I thought about this when I overhead someone this week tell her friend to “remember that there’s always someone worse off than you”. It’s self-evident, of course: if you’re able to tell someone that you’re suffering, your situation is less serious than that of someone unable to voice pain. Assuming death is the worst thing that happens to us, as long as we’re alive things are worse for someone else.
But the phrase has always annoyed me. Am I supposed to take comfort or pleasure in the greater hardship of others? Or is it that there’s a suffering competition and I need to try harder if I want to win? Either way, the message seems to be that expressing pain invalidates it, a catch-22 in which silent agony is by definition greater than anything you can say and also, conveniently, makes no demands. Shut up, stop complaining. If you don’t stop crying I’ll give you something to cry about.
As often – the one about oxygen masks on planes comes to mind – what’s good practical advice in an emergency is not a good guide to loving human relationships. Crisis response is a misleading metaphor for quotidian care.
[ My ears prick up when someone says ‘to tell you the truth’Opens in new window ]
Most of us do not live in emergency, and for those who do, the stripping away of nuance and complexity is part of the problem.
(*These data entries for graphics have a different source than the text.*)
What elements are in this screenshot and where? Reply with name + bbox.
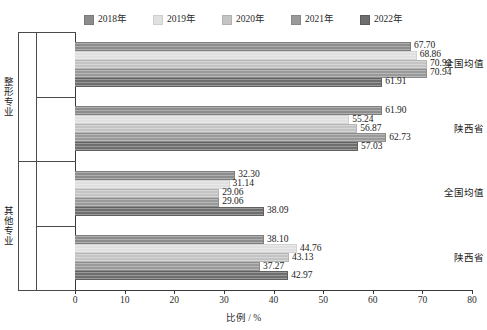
plot-area: 67.7068.8670.9470.9461.9161.9055.2456.87… xyxy=(75,32,472,290)
x-axis-tick xyxy=(323,290,324,294)
x-axis-tick-label: 20 xyxy=(170,295,180,305)
y-axis-outer-label: 整形专业 xyxy=(1,32,13,161)
chart-legend: 2018年2019年2020年2021年2022年 xyxy=(0,11,487,29)
legend-swatch-icon xyxy=(360,15,370,25)
x-axis-tick xyxy=(75,290,76,294)
bar xyxy=(75,207,264,216)
bar xyxy=(75,198,219,207)
bar-value-label: 57.03 xyxy=(358,142,382,151)
x-axis-tick-label: 70 xyxy=(418,295,428,305)
y-axis-group-bracket xyxy=(18,161,19,290)
bar-value-label: 42.97 xyxy=(288,271,312,280)
bar-value-label: 56.87 xyxy=(357,124,381,133)
y-axis-separator xyxy=(36,226,76,227)
legend-swatch-icon xyxy=(153,15,163,25)
bar xyxy=(75,78,382,87)
y-axis-separator xyxy=(18,290,76,291)
bar xyxy=(75,271,288,280)
bar xyxy=(75,171,235,180)
bar-value-label: 38.10 xyxy=(264,235,288,244)
legend-swatch-icon xyxy=(84,15,94,25)
legend-item[interactable]: 2022年 xyxy=(360,15,403,25)
legend-item[interactable]: 2018年 xyxy=(84,15,127,25)
bar-value-label: 61.91 xyxy=(382,77,406,86)
bar xyxy=(75,133,386,142)
x-axis-title: 比例 / % xyxy=(0,310,487,324)
legend-item[interactable]: 2020年 xyxy=(222,15,265,25)
bar xyxy=(75,42,411,51)
legend-label: 2021年 xyxy=(305,15,334,25)
bar xyxy=(75,69,427,78)
x-axis-tick xyxy=(174,290,175,294)
x-axis-tick xyxy=(224,290,225,294)
x-axis-tick xyxy=(422,290,423,294)
y-axis-group-bracket xyxy=(18,32,19,161)
legend-label: 2019年 xyxy=(167,15,196,25)
bar xyxy=(75,244,297,253)
bar xyxy=(75,235,264,244)
x-axis-tick xyxy=(472,290,473,294)
x-axis-tick xyxy=(125,290,126,294)
bar xyxy=(75,180,230,189)
bar xyxy=(75,106,382,115)
bar xyxy=(75,115,349,124)
bar-value-label: 43.13 xyxy=(289,253,313,262)
bar-value-label: 62.73 xyxy=(386,133,410,142)
bar xyxy=(75,124,357,133)
bar-chart: 2018年2019年2020年2021年2022年 全国均值陕西省全国均值陕西省… xyxy=(0,0,487,330)
bar xyxy=(75,51,417,60)
bar xyxy=(75,60,427,69)
bar-value-label: 61.90 xyxy=(382,106,406,115)
legend-swatch-icon xyxy=(291,15,301,25)
x-axis-tick xyxy=(274,290,275,294)
legend-item[interactable]: 2019年 xyxy=(153,15,196,25)
y-axis-separator xyxy=(18,32,76,33)
y-axis-outer-label: 其他专业 xyxy=(1,161,13,290)
bar xyxy=(75,253,289,262)
legend-swatch-icon xyxy=(222,15,232,25)
x-axis-tick-label: 80 xyxy=(467,295,477,305)
x-axis-tick-label: 10 xyxy=(120,295,130,305)
x-axis-tick-label: 0 xyxy=(73,295,78,305)
y-axis-separator xyxy=(36,97,76,98)
bar xyxy=(75,189,219,198)
legend-label: 2022年 xyxy=(374,15,403,25)
bar xyxy=(75,262,260,271)
x-axis-tick-label: 60 xyxy=(368,295,378,305)
x-axis-tick-label: 40 xyxy=(269,295,279,305)
legend-label: 2020年 xyxy=(236,15,265,25)
bar xyxy=(75,142,358,151)
x-axis-tick xyxy=(373,290,374,294)
bar-value-label: 29.06 xyxy=(219,197,243,206)
legend-item[interactable]: 2021年 xyxy=(291,15,334,25)
bar-value-label: 70.94 xyxy=(427,68,451,77)
x-axis-tick-label: 30 xyxy=(219,295,229,305)
bar-value-label: 38.09 xyxy=(264,206,288,215)
x-axis-tick-label: 50 xyxy=(318,295,328,305)
legend-label: 2018年 xyxy=(98,15,127,25)
y-axis-inner-bracket xyxy=(36,32,37,290)
y-axis-separator xyxy=(18,161,76,162)
bar-value-label: 37.27 xyxy=(260,262,284,271)
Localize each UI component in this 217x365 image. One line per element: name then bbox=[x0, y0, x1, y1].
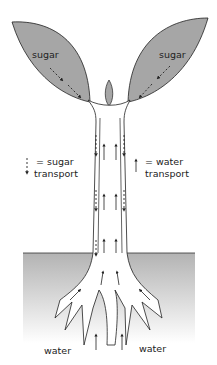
leaf-left-label: sugar bbox=[32, 49, 59, 60]
left-leaf bbox=[12, 22, 90, 102]
root-left-label: water bbox=[44, 345, 71, 356]
bud bbox=[105, 80, 113, 106]
leaf-right-label: sugar bbox=[159, 49, 186, 60]
right-leaf bbox=[128, 18, 208, 102]
root-right-label: water bbox=[139, 343, 166, 354]
legend-water-line1: = water bbox=[145, 156, 183, 167]
legend-sugar-line2: transport bbox=[34, 168, 78, 179]
legend-sugar-line1: = sugar bbox=[36, 156, 74, 167]
legend-water-line2: transport bbox=[145, 168, 189, 179]
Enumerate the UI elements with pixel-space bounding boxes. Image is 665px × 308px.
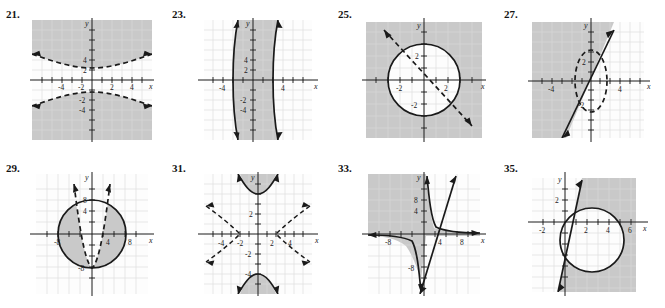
y-tick-label: -2 xyxy=(79,96,85,105)
x-tick-label: -8 xyxy=(54,238,60,247)
graph-21: x y -4 -2 2 4 4 2 -2 -4 xyxy=(28,16,156,144)
x-axis-label: x xyxy=(313,82,318,91)
graph-25: x y -2 2 2 -2 xyxy=(360,16,488,144)
problem-cell-23: 23. xyxy=(166,0,332,154)
x-tick-label: -4 xyxy=(58,83,64,92)
y-tick-label: -2 xyxy=(578,101,584,110)
graph-29: x y -8 4 8 8 4 -8 xyxy=(28,170,156,298)
worksheet-answer-graphs: 21. xyxy=(0,0,665,308)
x-axis-label: x xyxy=(480,82,485,91)
y-tick-label: 4 xyxy=(244,56,248,65)
y-tick-label: 4 xyxy=(83,56,87,65)
graph-33-svg: x y -8 4 8 8 4 -8 xyxy=(360,170,488,298)
graph-21-svg: x y -4 -2 2 4 4 2 -2 -4 xyxy=(28,16,156,144)
x-tick-label: -4 xyxy=(219,84,225,93)
y-tick-label: 8 xyxy=(414,196,418,205)
problem-cell-29: 29. xyxy=(0,154,166,308)
x-axis-label: x xyxy=(314,236,319,245)
x-tick-label: 2 xyxy=(444,84,448,93)
x-tick-label: 8 xyxy=(460,238,464,247)
graph-33: x y -8 4 8 8 4 -8 xyxy=(360,170,488,298)
graph-35-svg: x y -2 2 4 6 2 xyxy=(526,170,654,298)
x-tick-label: 2 xyxy=(110,83,114,92)
problem-cell-33: 33. xyxy=(332,154,498,308)
y-axis-label: y xyxy=(557,175,562,184)
graph-23: x y -4 4 4 2 -2 -4 xyxy=(194,16,322,144)
y-tick-label: 4 xyxy=(414,207,418,216)
problem-number-27: 27. xyxy=(504,8,518,20)
graph-25-svg: x y -2 2 2 -2 xyxy=(360,16,488,144)
y-tick-label: 4 xyxy=(83,207,87,216)
graph-35: x y -2 2 4 6 2 xyxy=(526,170,654,298)
x-axis-label: x xyxy=(148,82,153,91)
problem-number-21: 21. xyxy=(6,8,20,20)
x-tick-label: -4 xyxy=(218,239,224,248)
graph-23-svg: x y -4 4 4 2 -2 -4 xyxy=(194,16,322,144)
problem-cell-31: 31. xyxy=(166,154,332,308)
y-axis-label: y xyxy=(416,21,421,30)
y-tick-label: 2 xyxy=(555,196,559,205)
x-tick-label: -2 xyxy=(237,239,243,248)
x-tick-label: 4 xyxy=(438,238,442,247)
x-axis-label: x xyxy=(646,82,651,91)
problem-cell-27: 27. xyxy=(498,0,664,154)
graph-31: x y -4 -2 2 4 2 -2 -4 xyxy=(194,170,322,298)
y-axis-label: y xyxy=(84,173,89,182)
y-tick-label: -2 xyxy=(240,96,246,105)
y-tick-label: -4 xyxy=(240,106,246,115)
problem-number-31: 31. xyxy=(172,162,186,174)
x-tick-label: -4 xyxy=(548,85,554,94)
x-tick-label: 2 xyxy=(270,239,274,248)
y-tick-label: 2 xyxy=(83,66,87,75)
y-tick-label: -2 xyxy=(411,101,417,110)
graph-29-svg: x y -8 4 8 8 4 -8 xyxy=(28,170,156,298)
x-tick-label: -2 xyxy=(396,84,402,93)
graph-27-svg: x y -4 4 2 -2 xyxy=(526,16,654,144)
x-axis-label: x xyxy=(642,224,647,233)
x-tick-label: 2 xyxy=(584,226,588,235)
y-tick-label: 2 xyxy=(582,58,586,67)
y-tick-label: -8 xyxy=(78,264,84,273)
y-tick-label: 2 xyxy=(249,210,253,219)
y-axis-label: y xyxy=(416,173,421,182)
y-tick-label: 2 xyxy=(244,66,248,75)
x-tick-label: 4 xyxy=(106,238,110,247)
problem-number-33: 33. xyxy=(338,162,352,174)
x-tick-label: 6 xyxy=(628,226,632,235)
y-tick-label: 8 xyxy=(83,196,87,205)
x-tick-label: -8 xyxy=(385,238,391,247)
problem-cell-35: 35. xyxy=(498,154,664,308)
y-axis-label: y xyxy=(250,173,255,182)
problem-cell-21: 21. xyxy=(0,0,166,154)
x-tick-label: 4 xyxy=(288,239,292,248)
y-axis-label: y xyxy=(245,19,250,28)
problem-number-29: 29. xyxy=(6,162,20,174)
graph-31-svg: x y -4 -2 2 4 2 -2 -4 xyxy=(194,170,322,298)
y-tick-label: 2 xyxy=(415,52,419,61)
graph-27: x y -4 4 2 -2 xyxy=(526,16,654,144)
x-tick-label: 4 xyxy=(130,83,134,92)
x-axis-label: x xyxy=(148,236,153,245)
problem-number-35: 35. xyxy=(504,162,518,174)
y-axis-label: y xyxy=(84,19,89,28)
x-tick-label: 4 xyxy=(618,85,622,94)
x-tick-label: -2 xyxy=(78,83,84,92)
y-tick-label: -4 xyxy=(79,106,85,115)
y-axis-label: y xyxy=(583,21,588,30)
y-tick-label: -8 xyxy=(408,264,414,273)
problem-number-25: 25. xyxy=(338,8,352,20)
x-tick-label: -2 xyxy=(539,226,545,235)
problem-number-23: 23. xyxy=(172,8,186,20)
problem-cell-25: 25. xyxy=(332,0,498,154)
x-tick-label: 8 xyxy=(128,238,132,247)
x-tick-label: 4 xyxy=(606,226,610,235)
y-tick-label: -2 xyxy=(245,250,251,259)
x-axis-label: x xyxy=(480,236,485,245)
y-tick-label: -4 xyxy=(245,270,251,279)
x-tick-label: 4 xyxy=(281,84,285,93)
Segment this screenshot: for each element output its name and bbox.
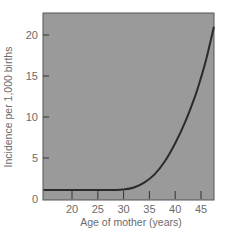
- y-tick-label: 20: [26, 29, 38, 41]
- y-tick-label: 5: [32, 152, 38, 164]
- x-tick-label: 30: [117, 203, 129, 215]
- y-axis-label: Incidence per 1,000 births: [2, 47, 14, 168]
- y-tick-label: 10: [26, 111, 38, 123]
- chart: 202530354045 05101520 Age of mother (yea…: [0, 0, 231, 231]
- x-tick-label: 45: [195, 203, 207, 215]
- x-axis-label: Age of mother (years): [80, 216, 182, 228]
- y-tick-label: 15: [26, 70, 38, 82]
- plot-area: [43, 13, 214, 200]
- y-tick-label: 0: [32, 193, 38, 205]
- x-tick-label: 20: [66, 203, 78, 215]
- x-tick-label: 25: [92, 203, 104, 215]
- x-tick-label: 40: [169, 203, 181, 215]
- x-tick-label: 35: [143, 203, 155, 215]
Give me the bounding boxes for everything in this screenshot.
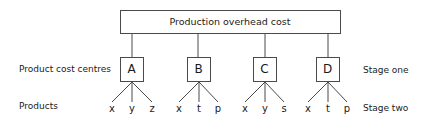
products-row-label: Products — [19, 102, 58, 111]
centre-node-c: C — [253, 57, 276, 81]
product-c-2: y — [260, 104, 270, 114]
product-d-2: t — [323, 104, 333, 114]
product-d-1: x — [303, 104, 313, 114]
product-b-3: p — [213, 104, 223, 114]
stage-one-label: Stage one — [363, 66, 409, 75]
product-c-3: s — [279, 104, 289, 114]
centre-node-b: B — [187, 57, 210, 81]
product-a-2: y — [127, 104, 137, 114]
stage-two-label: Stage two — [363, 104, 408, 113]
product-c-1: x — [240, 104, 250, 114]
product-b-2: t — [194, 104, 204, 114]
centre-node-a: A — [120, 57, 143, 81]
root-node-label: Production overhead cost — [120, 10, 340, 33]
product-b-1: x — [174, 104, 184, 114]
product-d-3: p — [342, 104, 352, 114]
centre-node-d: D — [316, 57, 339, 81]
centres-row-label: Product cost centres — [19, 65, 111, 74]
product-a-3: z — [147, 104, 157, 114]
product-a-1: x — [107, 104, 117, 114]
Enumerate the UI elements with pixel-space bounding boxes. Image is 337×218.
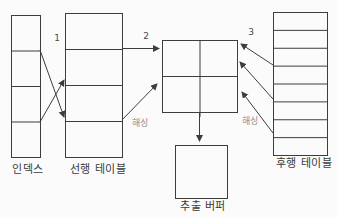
hashing-label-right: 해싱 <box>242 117 259 126</box>
step-3-label: 3 <box>248 28 254 37</box>
step-2-label: 2 <box>143 32 149 41</box>
index-table-label: 인덱스 <box>12 164 44 175</box>
index-table <box>12 16 41 158</box>
hash-join-diagram: 인덱스 선행 테이블 추출 버퍼 후행 테이블 1 2 3 해싱 해싱 <box>0 0 337 218</box>
hash-grid <box>163 41 238 118</box>
hashing-label-left: 해싱 <box>132 119 149 128</box>
arrow-hashing-left-to-grid <box>122 84 157 120</box>
driven-table <box>274 13 328 156</box>
arrow-hashing-right-to-grid <box>242 92 273 133</box>
extract-buffer <box>176 146 228 199</box>
diagram-canvas <box>0 0 337 218</box>
step-1-label: 1 <box>54 34 60 43</box>
extract-buffer-label: 추출 버퍼 <box>180 201 226 212</box>
arrow-driven-to-grid-step3 <box>241 44 273 65</box>
driving-table-label: 선행 테이블 <box>70 164 127 175</box>
driven-table-label: 후행 테이블 <box>276 158 333 169</box>
arrow-index-row3-to-driving <box>40 80 64 122</box>
arrow-driven-to-grid-mid <box>240 62 273 99</box>
arrow-index-row1-to-driving <box>40 50 64 117</box>
driving-table <box>66 14 123 158</box>
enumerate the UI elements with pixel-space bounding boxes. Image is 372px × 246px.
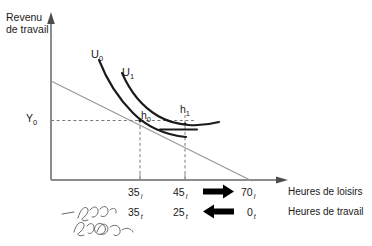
h1-point-marker xyxy=(183,122,186,125)
budget-line xyxy=(51,81,252,181)
y0-subscript: 0 xyxy=(33,118,37,127)
h1-base: h xyxy=(180,103,186,115)
direction-arrow-right xyxy=(203,185,234,199)
axis-x-title-travail: Heures de travail xyxy=(288,206,364,217)
leisure-tick-45-value: 45 xyxy=(173,186,185,198)
work-tick-label-25: 25t xyxy=(173,206,187,218)
h1-subscript: 1 xyxy=(186,109,190,118)
leisure-tick-70-value: 70 xyxy=(241,186,253,198)
guide-lines-group xyxy=(51,115,196,180)
leisure-tick-label-70: 70l xyxy=(241,186,254,198)
u0-subscript: 0 xyxy=(99,54,103,63)
leisure-tick-label-35: 35l xyxy=(128,186,141,198)
axis-x-title-loisirs: Heures de loisirs xyxy=(288,186,362,197)
leisure-tick-label-45: 45l xyxy=(173,186,186,198)
work-tick-label-35: 35t xyxy=(128,206,142,218)
work-tick-35-value: 35 xyxy=(128,206,140,218)
u1-base: U xyxy=(122,66,130,78)
indifference-curve-u0 xyxy=(99,60,186,137)
work-tick-0-subscript: t xyxy=(254,213,256,220)
axis-y-title-line1: Revenu xyxy=(6,11,42,23)
work-tick-label-0: 0t xyxy=(247,206,255,218)
y0-tick-label: Y0 xyxy=(26,113,37,125)
axis-y-title-line2: de travail xyxy=(6,23,49,35)
curve-label-u0: U0 xyxy=(91,48,103,60)
handwritten-note xyxy=(62,207,133,236)
axis-y-title: Revenu de travail xyxy=(6,12,52,36)
leisure-tick-35-value: 35 xyxy=(128,186,140,198)
u0-base: U xyxy=(91,48,99,60)
work-tick-35-subscript: t xyxy=(141,213,143,220)
u1-subscript: 1 xyxy=(130,72,134,81)
direction-arrow-left xyxy=(203,205,234,219)
curve-label-u1: U1 xyxy=(122,66,134,78)
x-axis-arrowhead xyxy=(276,176,288,183)
h0-subscript: 0 xyxy=(147,115,151,124)
work-tick-0-value: 0 xyxy=(247,206,253,218)
y0-base: Y xyxy=(26,112,33,124)
h0-base: h xyxy=(141,109,147,121)
work-tick-25-value: 25 xyxy=(173,206,185,218)
point-label-h1: h1 xyxy=(180,104,190,116)
point-label-h0: h0 xyxy=(141,110,151,122)
work-tick-25-subscript: t xyxy=(186,213,188,220)
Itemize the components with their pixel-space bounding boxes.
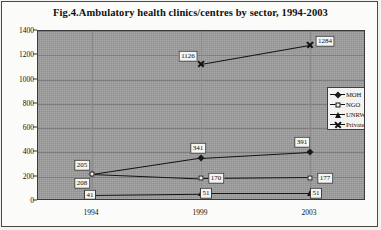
series-ngo-segment: [92, 174, 201, 180]
data-label-unrwa-1999: 51: [200, 188, 212, 199]
data-label-private-2003: 1284: [316, 36, 335, 47]
x-tick-label: 2003: [302, 208, 317, 217]
legend-item-private[interactable]: Private: [330, 120, 365, 130]
legend-label: NGO: [346, 101, 360, 108]
y-tick-label: 1000: [2, 74, 34, 83]
legend-key-unrwa-triangle-icon: [330, 110, 345, 119]
data-label-ngo-2003: 177: [317, 173, 333, 184]
series-private-segment: [201, 45, 310, 65]
data-label-moh-2003: 391: [294, 137, 310, 148]
data-label-unrwa-2003: 51: [310, 188, 322, 199]
series-unrwa-segment: [201, 193, 310, 194]
series-moh-segment: [201, 152, 310, 159]
y-tick-label: 800: [2, 98, 34, 107]
legend-label: Private: [346, 121, 365, 128]
legend-key-moh-diamond-icon: [330, 90, 345, 99]
series-moh-marker: [197, 154, 204, 161]
axis-baseline: [38, 200, 364, 201]
chart-title: Fig.4.Ambulatory health clinics/centres …: [0, 7, 381, 18]
y-axis: 1400 1200 1000 800 600 400 200 0: [0, 30, 34, 200]
legend-key-ngo-square-icon: [330, 100, 345, 109]
series-private-marker: [306, 41, 314, 49]
legend-label: MOH: [346, 91, 361, 98]
legend-item-ngo[interactable]: NGO: [330, 100, 365, 110]
legend-item-unrwa[interactable]: UNRWA: [330, 110, 365, 120]
series-ngo-marker: [199, 176, 204, 181]
series-moh-marker: [306, 148, 313, 155]
plot-area: 1126 1284 205 341 391 208 170 177 41 51 …: [37, 30, 365, 200]
data-label-moh-1994: 205: [74, 160, 90, 171]
x-axis: 1994 1999 2003: [37, 202, 365, 224]
y-tick-label: 200: [2, 171, 34, 180]
y-tick-label: 0: [2, 196, 34, 205]
legend-label: UNRWA: [346, 111, 365, 118]
y-tick-label: 400: [2, 147, 34, 156]
x-tick-label: 1994: [84, 208, 99, 217]
series-layer: 1126 1284 205 341 391 208 170 177 41 51 …: [38, 31, 364, 199]
y-tick-label: 1200: [2, 50, 34, 59]
legend: MOH NGO UNRWA Private: [327, 87, 365, 130]
data-label-moh-1999: 341: [190, 143, 206, 154]
data-label-ngo-1999: 170: [208, 173, 224, 184]
x-tick-label: 1999: [193, 208, 208, 217]
y-tick-label: 600: [2, 123, 34, 132]
data-label-ngo-1994: 208: [74, 178, 90, 189]
y-tick-label: 1400: [2, 26, 34, 35]
series-moh-segment: [92, 158, 200, 175]
series-private-marker: [197, 60, 205, 68]
legend-key-private-cross-icon: [330, 120, 345, 129]
figure-container: Fig.4.Ambulatory health clinics/centres …: [0, 0, 381, 230]
series-ngo-marker: [90, 171, 95, 176]
legend-item-moh[interactable]: MOH: [330, 90, 365, 100]
data-label-unrwa-1994: 41: [84, 189, 96, 200]
series-ngo-marker: [308, 175, 313, 180]
series-unrwa-segment: [92, 193, 201, 195]
data-label-private-1999: 1126: [179, 51, 198, 62]
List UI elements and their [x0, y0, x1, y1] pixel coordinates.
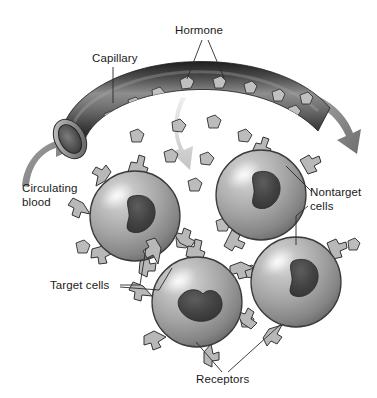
- label-circulating-blood-line2: blood: [22, 196, 51, 208]
- label-circulating-blood-line1: Circulating: [22, 182, 77, 194]
- label-target-cells: Target cells: [50, 279, 110, 291]
- label-hormone: Hormone: [175, 24, 223, 36]
- hormone-diagram-figure: Hormone Capillary Circulating blood Nont…: [0, 0, 377, 398]
- label-receptors: Receptors: [196, 373, 249, 385]
- diagram-canvas: Hormone Capillary Circulating blood Nont…: [0, 0, 377, 398]
- label-capillary: Capillary: [92, 52, 138, 64]
- label-nontarget-cells-line1: Nontarget: [310, 186, 362, 198]
- label-nontarget-cells-line2: cells: [310, 200, 334, 212]
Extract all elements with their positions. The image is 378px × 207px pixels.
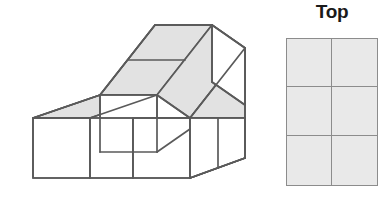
top-view-grid <box>286 38 378 186</box>
grid-cell-r3c2 <box>331 135 378 186</box>
grid-cell-r1c2 <box>331 38 378 87</box>
front-face-bottom-mid <box>90 118 133 178</box>
grid-cell-r2c1 <box>286 86 332 136</box>
front-face-bottom-left <box>33 118 90 178</box>
grid-cell-r3c1 <box>286 135 332 186</box>
grid-cell-r1c1 <box>286 38 332 87</box>
block-diagram-svg <box>0 0 265 207</box>
isometric-block-figure <box>0 0 265 207</box>
top-view-label: Top <box>300 1 364 23</box>
grid-cell-r2c2 <box>331 86 378 136</box>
If your daily life requires you to triage the survivors of mass casualty events, go to the quiet ones first. But the people I know whose work does involve such realities are among the most lovingly attentive to their friends’ expressions of sadness and trouble, and when that attention falters they recognise the warning signs of burnout.
We should not be always relating to each other as if we’re burnt out and it’s an emergency. Burnout and crisis are problems demanding remedy, not model behaviour. The best things we do and make are not born of hunger and fear and abandonment.
Urgency justifies conduct that’s not otherwise advisable, whether that’s abandoning your cabin baggage or administering last-ditch medical treatment without informed consent. Rigid thinking, simple-mindedness and extremism thrive on crisis narratives; the hard and necessary course is to hold on to flexibility, ambivalence and open-mindedness. In any life, culture, nation, there are periods of crisis, but emergency is not, and must not be allowed to become, the baseline for being human.